Climate change threatens nation's largest archaeological site

 

When we think about what’s at stake with climate change, we usually imagine impacts to our current way of life. But as a new report from the Union of Concerned Scientists points out, our shared human history is at risk of being wiped away as well. Colorado’s Mesa Verde National Park – the largest archaeological preserve in the U.S., with some 500,000 visitors a year – is among 30 sites profiled in the report, which puts a spotlight on the impacts of climate change on the nation’s landmarks. The park’s abundance of archaeological sites have already been pummeled by fire and erosion, which are increasingly fueled by climate change; and archaeologists fear sites will be destroyed before they can be studied, or even discovered.

Mesa Verde’s history goes back centuries, to around 600 C.E. when the once-nomadic Ancestral Puebloans settled in the southwest corner of what’s now Colorado. They built pueblos atop Mesa Verde, a limestone and sandstone plateau set among an ecosystem that varies dramatically from low elevation shrub-steppe and sagebrush, to piñon-juniper forests, to mountain shrubs, to Douglas fir and Ponderosa pine at the highest elevations. After a few hundred years, the Puebloans descended into canyons and built multistory homes of sandstone, wooden beams and mortar under the shelter of cliffs. But less than a century after constructing the cliff dwellings, they abandoned Mesa Verde and headed south to settle in what’s now Arizona and New Mexico, leaving behind nearly 5,000 well-preserved archaeological sites that represent the cultural heritage of tribes native to the region and the remains of some of North America’s most fascinating early human settlements.
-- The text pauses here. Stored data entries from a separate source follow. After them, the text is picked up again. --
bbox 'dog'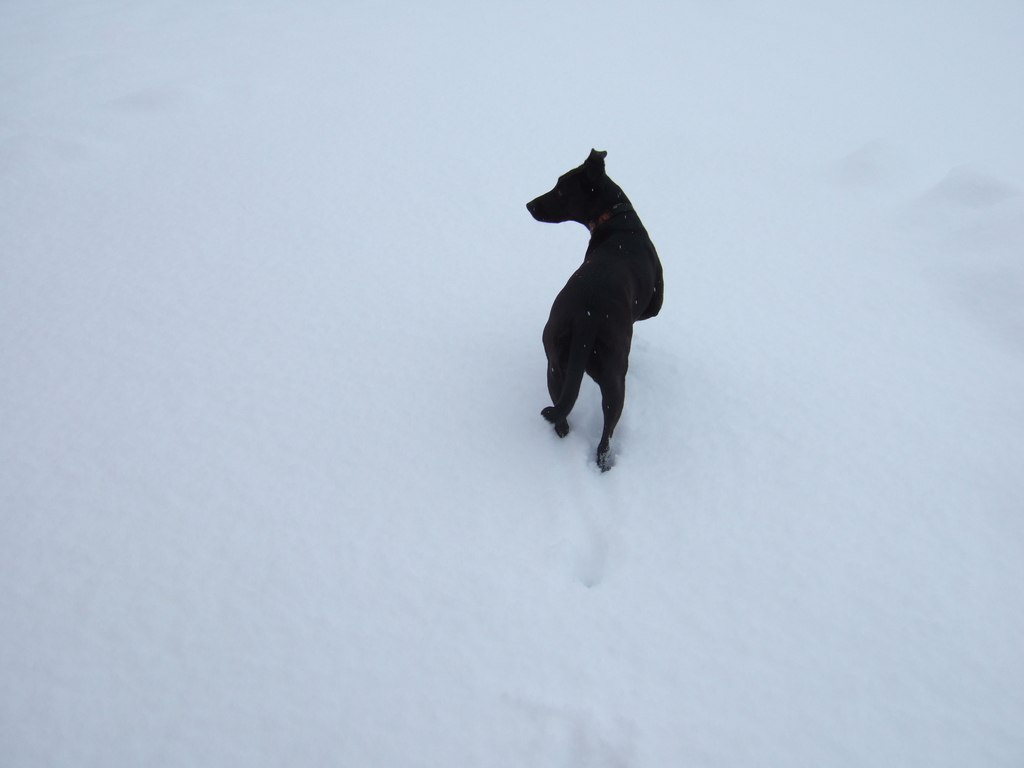
detection(524, 145, 661, 472)
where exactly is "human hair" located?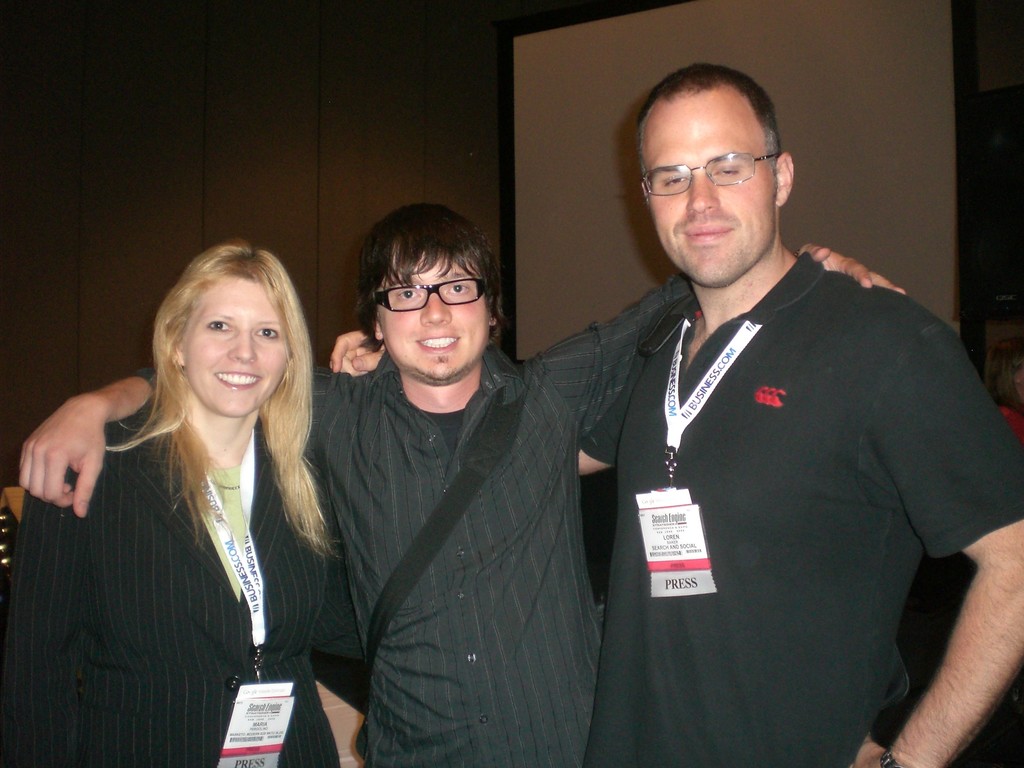
Its bounding box is x1=353, y1=205, x2=506, y2=359.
At least 30 of the nation's most important landmarks are at risk from climate change, according to a new study. Image courtesy of the Union of Concerned Scientists.

Fast-forward 700 years. Summer temperatures in Mesa Verde, the report says, have gradually risen over the past 50 years, and at a faster rate than during the previous century. The story is similar across the Southwest, and it’s driving an increase in wildfire in the region, the report says: as average temperatures have risen, the number of 1,000-acre-plus wildfires in the West has increased from a yearly average of 140 between 1980 and 1989, to 250 per year between 2000 and 2012; and fires burned 300 percent more acreage from 1987 to 2003 than they did from 1970 to 1986. The upward trends are expected to continue.
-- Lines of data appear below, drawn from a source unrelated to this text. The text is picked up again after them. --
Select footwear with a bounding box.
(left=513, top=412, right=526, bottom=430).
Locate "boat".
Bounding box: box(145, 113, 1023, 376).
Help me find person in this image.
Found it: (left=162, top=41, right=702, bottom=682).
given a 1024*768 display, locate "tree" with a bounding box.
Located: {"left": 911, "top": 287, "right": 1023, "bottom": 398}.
The risk of climate-change-induced wildfire in Mesa Verde is compounded by a century of fire suppression that allowed the largely piñon-juniper forest to grow denser than its natural state. And increasing temperatures and declining precipitation, the report says, have dried and weakened the forests, leaving the area more vulnerable to fire.

MesaVerde_firehistorymap.jpg
The map shows the acreage burned by wildfire over the years in Mesa Verde. Image courtesy of the National Park Service.
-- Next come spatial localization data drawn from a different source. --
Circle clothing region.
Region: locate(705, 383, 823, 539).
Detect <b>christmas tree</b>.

Mesa Verde has already seen its share of damaging wildfire – 12 fires larger than 30 acres have burned since 1906. Back-to-back fires in summer 2000 burned nearly half the park’s 52,000 acres, destroying trees and vegetation, staining the landscape with the red dye of fire retardant slurry, and peeling away surface sandstone layers with its intense heat, damaging petroglyphs. Wildfire has also exposed hundreds of previously undiscovered archaeological sites and artifacts, at least 676 by 2007 – like pueblos, pottery kilns, ceramics and masonry stones – leaving them vulnerable to the erosion and flash floods that can occur on fire-scarred landscapes. Of course, fires and floods have always had an effect on historical sites like these, but as the report notes, the threats are only getting worse.

If there’s a bright side, it may be that all of that fire catalyzed new preservation techniques in Mesa Verde. After the 1996 Chapin 5 Fire, archaeologists began using natural matting and silt logs to slow runoff and placing burned logs on slopes above cliff dwellings to prevent water from eroding the structures, and applying silicon to cliff faces to redirect water’s natural flow downward. These techniques have been largely successful.  In New Mexico’s Bandelier National Monument, the 2011 Las Conchas Fire, the largest in the state’s history spurred new post-fire archaeological preservation techniques as well.

These are the lessons we should continue to learn from a warming world, the report tells us: our cultural heritage must be protected before it's rubbed out by climate change.

Christi Turner is an editorial intern at High Country News. She tweets @christi_mada.